Prufrock compares the evening sky to this medical patient "spread out upon a table."
What is a patient etherized?
Prufrock claims he is not this Shakespearean prince, but rather an "attendant lord."
Who is Hamlet?
He famously measures out his life with these small items.
What are coffee spoons?
The recurring "yellow" entity that rubs its back and muzzle upon the window-panes.
What is the fog (or smoke)?
In the room, the women come and go, talking of this Italian Renaissance artist.
Who is Michelangelo?
This biblical figure’s head was "brought in upon a platter," a fate Prufrock fears.
Who is John the Baptist?
Prufrock wonders if he should part his hair behind and if he dares to eat this fruit.
What is a peach?
This is the specific type of poem "Prufrock" is—a speech by a single character to a silent listener.

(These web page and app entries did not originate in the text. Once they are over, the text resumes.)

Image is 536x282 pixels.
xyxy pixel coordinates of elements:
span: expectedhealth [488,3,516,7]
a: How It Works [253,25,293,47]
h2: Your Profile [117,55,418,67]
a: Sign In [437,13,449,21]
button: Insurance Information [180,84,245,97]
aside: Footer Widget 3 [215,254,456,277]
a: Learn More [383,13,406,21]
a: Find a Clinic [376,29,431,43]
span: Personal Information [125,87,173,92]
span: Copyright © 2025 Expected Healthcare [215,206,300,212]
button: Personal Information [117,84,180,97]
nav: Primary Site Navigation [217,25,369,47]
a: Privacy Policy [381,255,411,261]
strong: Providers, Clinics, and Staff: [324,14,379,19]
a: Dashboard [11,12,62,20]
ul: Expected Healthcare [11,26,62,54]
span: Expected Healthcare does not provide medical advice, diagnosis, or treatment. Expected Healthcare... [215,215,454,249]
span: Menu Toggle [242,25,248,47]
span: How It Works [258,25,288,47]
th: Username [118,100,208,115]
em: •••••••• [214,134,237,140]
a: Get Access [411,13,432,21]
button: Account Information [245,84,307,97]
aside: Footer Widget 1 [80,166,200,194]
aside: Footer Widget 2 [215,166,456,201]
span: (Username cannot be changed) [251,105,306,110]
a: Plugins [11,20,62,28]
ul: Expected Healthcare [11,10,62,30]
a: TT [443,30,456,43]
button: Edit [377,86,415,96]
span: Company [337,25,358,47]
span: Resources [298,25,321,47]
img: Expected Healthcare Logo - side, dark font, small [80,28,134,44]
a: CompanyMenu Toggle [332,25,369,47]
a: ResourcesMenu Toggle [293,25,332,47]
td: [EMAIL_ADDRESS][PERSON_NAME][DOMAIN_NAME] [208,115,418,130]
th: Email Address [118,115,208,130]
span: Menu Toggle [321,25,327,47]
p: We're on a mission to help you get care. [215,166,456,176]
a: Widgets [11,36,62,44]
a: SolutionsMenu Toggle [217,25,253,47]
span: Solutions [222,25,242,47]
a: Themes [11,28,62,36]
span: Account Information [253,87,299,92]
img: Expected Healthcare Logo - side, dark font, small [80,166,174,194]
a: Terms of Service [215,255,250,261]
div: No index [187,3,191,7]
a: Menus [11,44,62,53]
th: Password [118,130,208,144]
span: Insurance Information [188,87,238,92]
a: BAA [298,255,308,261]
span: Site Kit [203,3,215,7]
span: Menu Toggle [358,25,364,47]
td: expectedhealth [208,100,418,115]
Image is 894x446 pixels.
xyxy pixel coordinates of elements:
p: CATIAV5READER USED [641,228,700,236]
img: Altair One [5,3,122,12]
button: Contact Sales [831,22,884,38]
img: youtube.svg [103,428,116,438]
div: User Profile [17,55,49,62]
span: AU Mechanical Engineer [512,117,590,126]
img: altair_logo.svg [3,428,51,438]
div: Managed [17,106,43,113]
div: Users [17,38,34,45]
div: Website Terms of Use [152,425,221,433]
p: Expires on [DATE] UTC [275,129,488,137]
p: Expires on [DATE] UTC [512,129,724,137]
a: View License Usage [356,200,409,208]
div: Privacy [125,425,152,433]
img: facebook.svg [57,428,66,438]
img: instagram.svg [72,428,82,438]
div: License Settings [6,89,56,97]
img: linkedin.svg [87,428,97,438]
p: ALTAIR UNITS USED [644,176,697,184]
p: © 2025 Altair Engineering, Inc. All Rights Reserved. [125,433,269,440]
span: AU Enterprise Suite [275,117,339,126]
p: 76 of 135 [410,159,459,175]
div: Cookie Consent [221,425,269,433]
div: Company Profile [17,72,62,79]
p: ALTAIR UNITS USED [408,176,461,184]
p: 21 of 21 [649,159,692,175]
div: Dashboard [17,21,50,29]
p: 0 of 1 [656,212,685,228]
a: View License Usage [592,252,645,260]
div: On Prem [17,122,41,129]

What is a dramatic monologue?
Prufrock imagines himself as a pair of "ragged" these, scuttling across the floors of silent seas.
What are claws?
Eliot’s epigraph for the poem is taken from this 14th-century Italian epic.
What is Dante’s Inferno?
This is the "overwhelming" thing Prufrock tells the reader not to ask about.
What is the "overwhelming question"?
Prufrock realizes his life is a joke when this "Eternal" figure holds his coat and snickers at him.